The NEWFIRM Medium-Band Survey: Filter Definitions and First Results
Pieter G. van Dokkum, Ivo Labbe, Danilo Marchesini, Ryan Quadri,, Gabriel Brammer, Katherine E. Whitaker, Mariska Kriek, Marijn Franx, Gregory, Rudnick, Garth Illingworth, Kyoung-Soo Lee, Adam Muzzin

TL;DR
The NEWFIRM Medium-Band Survey employs five medium-band filters in near-infrared imaging to significantly enhance photometric redshift accuracy for distant galaxies, enabling detailed studies of galaxy evolution and identification of exotic objects.
Contribution
This paper introduces a novel medium-band filter set for near-infrared imaging that improves redshift precision and object classification in galaxy surveys.
Findings
Medium-band filters accurately pinpoint the Balmer break for redshift determination.
The survey can identify high-redshift quasars and cool brown dwarfs efficiently.
Photometric redshift accuracy improves to Delta(z)/(1+z) ~ 0.02-0.03 for z>1.5.
Abstract
Deep near-infrared imaging surveys allow us to select and study distant galaxies in the rest-frame optical, and have transformed our understanding of the early Universe. As the vast majority of K- or IRAC-selected galaxies is too faint for spectroscopy, the interpretation of these surveys relies almost exclusively on photometric redshifts determined from fitting templates to the broad-band photometry. The best-achieved accuracy of these redshifts Delta(z)/(1+z) ~ 0.06 at z>1.5, which is sufficient for determining the broad characteristics of the galaxy population but not for measuring accurate rest-frame colors, stellar population parameters, or the local galaxy density. We have started a near-infrared imaging survey with the NEWFIRM camera on the Kitt Peak 4m telescope to greatly improve the accuracy of photometric redshifts in the range 1.5<z<3.5. The survey uses five medium-bandwidth…
Peer Reviews
No public reviews on file for this paper yet. If you reviewed it on a platform where reviews are public (OpenReview, ICLR, NeurIPS, ICML), you can paste yours below so the community can read it here.
Videos
No videos yet. Explain this paper in a talk, walkthrough, or lecture? Add one.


**ACTIVITY**
Of the lines below, count those containing the word "axis". Reply with the number alone.
====
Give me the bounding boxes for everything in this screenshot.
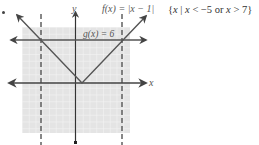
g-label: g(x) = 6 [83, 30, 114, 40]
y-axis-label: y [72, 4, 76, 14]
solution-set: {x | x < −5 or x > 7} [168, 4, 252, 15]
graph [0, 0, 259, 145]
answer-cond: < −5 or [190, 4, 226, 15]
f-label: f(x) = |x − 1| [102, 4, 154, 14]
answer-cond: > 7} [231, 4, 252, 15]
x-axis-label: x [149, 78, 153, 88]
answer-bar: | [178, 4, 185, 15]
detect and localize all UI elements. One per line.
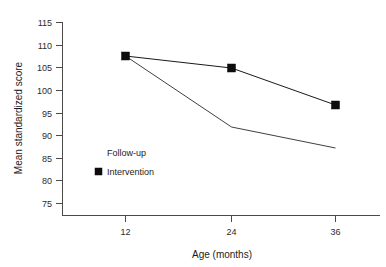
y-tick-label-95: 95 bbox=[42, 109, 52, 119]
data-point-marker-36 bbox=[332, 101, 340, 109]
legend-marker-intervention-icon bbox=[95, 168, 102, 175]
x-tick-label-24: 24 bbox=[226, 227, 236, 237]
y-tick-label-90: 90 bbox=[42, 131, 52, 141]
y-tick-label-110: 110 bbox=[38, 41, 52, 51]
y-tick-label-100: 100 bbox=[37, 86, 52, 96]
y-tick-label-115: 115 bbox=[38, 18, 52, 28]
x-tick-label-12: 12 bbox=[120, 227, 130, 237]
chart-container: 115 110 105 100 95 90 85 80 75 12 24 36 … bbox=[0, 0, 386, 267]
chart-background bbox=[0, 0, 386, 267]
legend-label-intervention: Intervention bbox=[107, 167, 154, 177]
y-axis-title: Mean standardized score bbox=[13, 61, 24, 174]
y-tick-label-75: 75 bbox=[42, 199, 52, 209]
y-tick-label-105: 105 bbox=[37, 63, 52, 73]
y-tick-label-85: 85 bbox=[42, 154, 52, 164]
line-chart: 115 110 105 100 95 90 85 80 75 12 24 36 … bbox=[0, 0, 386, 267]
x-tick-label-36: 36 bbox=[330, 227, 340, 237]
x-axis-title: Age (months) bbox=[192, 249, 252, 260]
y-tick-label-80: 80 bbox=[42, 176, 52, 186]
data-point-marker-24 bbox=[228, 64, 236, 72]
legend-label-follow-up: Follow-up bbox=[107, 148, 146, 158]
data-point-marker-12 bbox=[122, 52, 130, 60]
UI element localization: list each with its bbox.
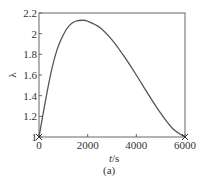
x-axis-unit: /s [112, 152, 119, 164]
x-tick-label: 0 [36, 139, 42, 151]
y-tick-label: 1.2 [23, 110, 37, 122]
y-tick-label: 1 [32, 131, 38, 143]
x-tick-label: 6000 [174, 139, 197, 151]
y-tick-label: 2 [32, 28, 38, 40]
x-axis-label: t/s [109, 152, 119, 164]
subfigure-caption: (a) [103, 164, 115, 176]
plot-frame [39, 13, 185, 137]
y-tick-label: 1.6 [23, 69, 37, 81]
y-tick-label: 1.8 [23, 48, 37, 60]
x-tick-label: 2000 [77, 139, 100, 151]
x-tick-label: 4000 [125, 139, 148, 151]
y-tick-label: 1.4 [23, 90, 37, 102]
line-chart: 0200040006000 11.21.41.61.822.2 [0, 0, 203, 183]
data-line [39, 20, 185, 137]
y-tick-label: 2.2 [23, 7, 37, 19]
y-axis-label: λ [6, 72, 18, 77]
====
**EXERCISE OUTPUT**
7